The Canadiens at 5-vs-5 are just average at scoring off the cycle, but create the fifth-most scoring chances off the rush in the league, scoring on a disproportionate amount.

My instinct in using the eye test was that they defer to Weber and Jeff Petry for point shots too often because of their heavy shots. That’s partially true with only 51.1 per cent of their overall shot attempts on the power play coming from the slot, which ranks 23rd in the league and a ways away from the league average of 55 per cent. But Weber scores from the point at the same success rate as the average NHLer does from the high slot, so even if this were the main problem, you would expect the Canadiens to be around 20th in shooting percentage on the power play, when in actuality they’re 27th.
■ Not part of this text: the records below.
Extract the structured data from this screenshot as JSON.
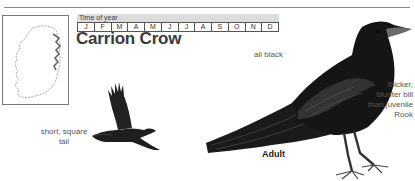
{
  "species": {
    "title": "Carrion Crow"
  },
  "time_of_year": {
    "header": "Time of year",
    "months": [
      "J",
      "F",
      "M",
      "A",
      "M",
      "J",
      "J",
      "A",
      "S",
      "O",
      "N",
      "D"
    ]
  },
  "map": {
    "icon": "ireland-distribution-map"
  },
  "illustrations": {
    "flying": {
      "icon": "crow-in-flight-illustration"
    },
    "perched": {
      "icon": "crow-perched-illustration"
    }
  },
  "annotations": {
    "tail": "short, square tail",
    "plumage": "all black",
    "bill_lines": [
      "thicker,",
      "blunter bill",
      "than juvenile",
      "Rook"
    ],
    "age": "Adult"
  },
  "colors": {
    "bird": "#1c1c1c",
    "bird_highlight": "#4a4a4a",
    "header_bar": "#dcdcdc",
    "text": "#555555"
  }
}
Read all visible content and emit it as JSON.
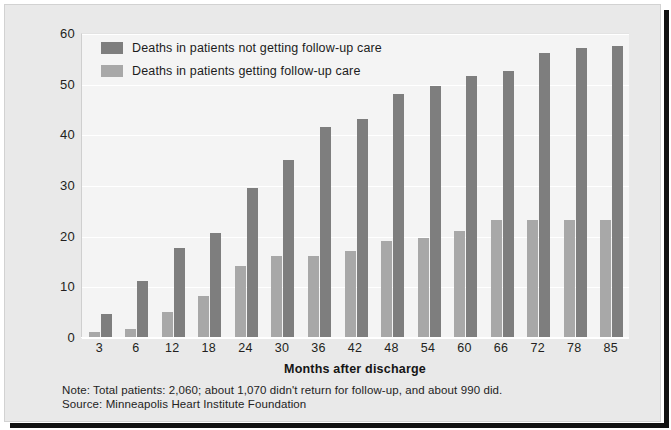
{
  "chart_data": {
    "type": "bar",
    "title": "",
    "xlabel": "Months after discharge",
    "ylabel": "",
    "ylim": [
      0,
      60
    ],
    "yticks": [
      0,
      10,
      20,
      30,
      40,
      50,
      60
    ],
    "grid": true,
    "legend_position": "top-left",
    "categories": [
      "3",
      "6",
      "12",
      "18",
      "24",
      "30",
      "36",
      "42",
      "48",
      "54",
      "60",
      "66",
      "72",
      "78",
      "85"
    ],
    "series": [
      {
        "name": "Deaths in patients getting follow-up care",
        "color": "#a8a8a8",
        "values": [
          1,
          1.5,
          5,
          8,
          14,
          16,
          16,
          17,
          19,
          19.5,
          21,
          23,
          23,
          23,
          23
        ]
      },
      {
        "name": "Deaths in patients not getting follow-up care",
        "color": "#7e7e7e",
        "values": [
          4.5,
          11,
          17.5,
          20.5,
          29.5,
          35,
          41.5,
          43,
          48,
          49.5,
          51.5,
          52.5,
          56,
          57,
          57.5
        ]
      }
    ],
    "annotations": [
      "Note: Total patients: 2,060; about 1,070 didn't return for follow-up, and about 990 did.",
      "Source: Minneapolis Heart Institute Foundation"
    ]
  },
  "legend": {
    "entries": [
      {
        "label": "Deaths in patients not getting follow-up care",
        "color": "#7e7e7e"
      },
      {
        "label": "Deaths in patients getting follow-up care",
        "color": "#a8a8a8"
      }
    ]
  },
  "axis": {
    "x_title": "Months after discharge",
    "y_ticks": [
      "60",
      "50",
      "40",
      "30",
      "20",
      "10",
      "0"
    ],
    "x_ticks": [
      "3",
      "6",
      "12",
      "18",
      "24",
      "30",
      "36",
      "42",
      "48",
      "54",
      "60",
      "66",
      "72",
      "78",
      "85"
    ]
  },
  "footnote": {
    "note": "Note: Total patients: 2,060; about 1,070 didn't return for follow-up, and about 990 did.",
    "source": "Source: Minneapolis Heart Institute Foundation"
  },
  "colors": {
    "bar_light": "#a8a8a8",
    "bar_dark": "#7e7e7e",
    "plot_background": "#f4f4f4",
    "card_background": "#e9e9e9",
    "gridline": "#ffffff"
  }
}
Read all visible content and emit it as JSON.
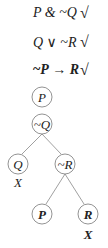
{
  "premises": [
    {
      "text": "P & ~Q",
      "check": "√"
    },
    {
      "text": "Q ∨ ~R",
      "check": "√"
    },
    {
      "text_neg": "~",
      "text_p": "P",
      "text_arrow": " → ",
      "text_r": "R",
      "check": "√"
    }
  ],
  "tree": {
    "nodes": [
      {
        "id": "n1",
        "label": "P",
        "bold": false
      },
      {
        "id": "n2",
        "label": "~Q",
        "bold": false
      },
      {
        "id": "n3",
        "label": "Q",
        "bold": false,
        "closed": "X"
      },
      {
        "id": "n4",
        "label": "~R",
        "bold": false
      },
      {
        "id": "n5",
        "label": "P",
        "bold": true
      },
      {
        "id": "n6",
        "label": "R",
        "bold": true,
        "closed": "X"
      }
    ]
  }
}
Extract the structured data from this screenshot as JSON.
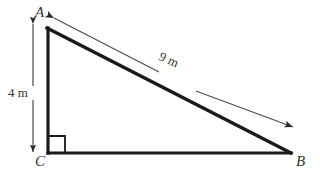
{
  "figure": {
    "type": "geometry-diagram",
    "shape": "right-triangle",
    "background_color": "#ffffff",
    "stroke_color": "#1a1a1a",
    "dimension_line_color": "#555555",
    "text_color": "#333333",
    "vertices": {
      "a": {
        "label": "A",
        "x": 48,
        "y": 28
      },
      "b": {
        "label": "B",
        "x": 290,
        "y": 153
      },
      "c": {
        "label": "C",
        "x": 48,
        "y": 153
      }
    },
    "right_angle": {
      "at_vertex": "C",
      "marker": "square",
      "size": 17
    },
    "dimensions": [
      {
        "name": "vertical-side",
        "label": "4 m",
        "value": 4,
        "unit": "m",
        "between": [
          "A",
          "C"
        ],
        "arrow": "double-headed",
        "orientation": "vertical"
      },
      {
        "name": "hypotenuse",
        "label": "9 m",
        "value": 9,
        "unit": "m",
        "between": [
          "A",
          "B"
        ],
        "arrow": "double-headed",
        "orientation": "diagonal",
        "rotation_deg": 24.6
      }
    ]
  }
}
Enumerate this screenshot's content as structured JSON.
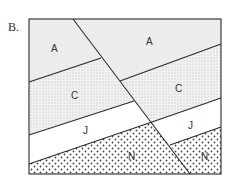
{
  "figure_label": "B.",
  "layers": [
    {
      "id": "A",
      "label": "A",
      "pattern": "light-gray"
    },
    {
      "id": "C",
      "label": "C",
      "pattern": "fine-stipple"
    },
    {
      "id": "J",
      "label": "J",
      "pattern": "blank"
    },
    {
      "id": "N",
      "label": "N",
      "pattern": "coarse-dots"
    }
  ],
  "labels": {
    "left_A": "A",
    "right_A": "A",
    "left_C": "C",
    "right_C": "C",
    "left_J": "J",
    "right_J": "J",
    "left_N": "N",
    "right_N": "N"
  },
  "colors": {
    "outline": "#2a2a2a",
    "layer_A": "#ececec",
    "layer_C": "#e6e6e6",
    "layer_J": "#ffffff",
    "layer_N": "#ffffff"
  }
}
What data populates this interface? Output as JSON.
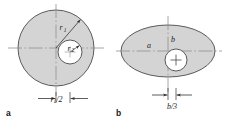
{
  "figure": {
    "background_color": "#ffffff",
    "fill_color": "#d4d4d4",
    "stroke_color": "#5a5a5a",
    "axis_color": "#8a8a8a",
    "text_color": "#1a1a1a",
    "panels": [
      {
        "id": "a",
        "letter": "a",
        "shape": "circle-with-offset-hole",
        "outer_label": "r",
        "outer_label_sub": "1",
        "inner_label": "r",
        "inner_label_sub": "2",
        "dimension_label": "r",
        "dimension_label_sub": "1",
        "dimension_label_suffix": "/2",
        "dimension_text": "r₁/2"
      },
      {
        "id": "b",
        "letter": "b",
        "shape": "ellipse-with-offset-hole",
        "semi_major_label": "a",
        "semi_minor_label": "b",
        "dimension_label": "b",
        "dimension_label_suffix": "/3",
        "dimension_text": "b/3"
      }
    ]
  }
}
The power play was the one thing that the Canadiens got right last season, but I think this is the one area where losing both Alex Galchenyuk and Max Pacioretty at once has really hurt them.

Pacioretty wasn’t a huge power-play scorer, but his presence in the high slot always drew coverage because of his lethal shot, while Galchenyuk had a lethal one-timer from the half wall on his weak side that both Petry and Drouin were adept at setting up.

This season the Canadiens don’t really have any dedicated power-play snipers, with net-front guys like Andrew Shaw and Brendan Gallagher scoring at the same rates as primary playmakers like Domi and Drouin, just trailing Tatar.

Tatar is a strong goal scorer, but isn’t a premier one-timer option, and if he’s your first option as a shooter on the power play, I think this might be more of a personnel issue than anything. The Canadiens are a good team, but they do lack an elite goal scorer, and it shows here.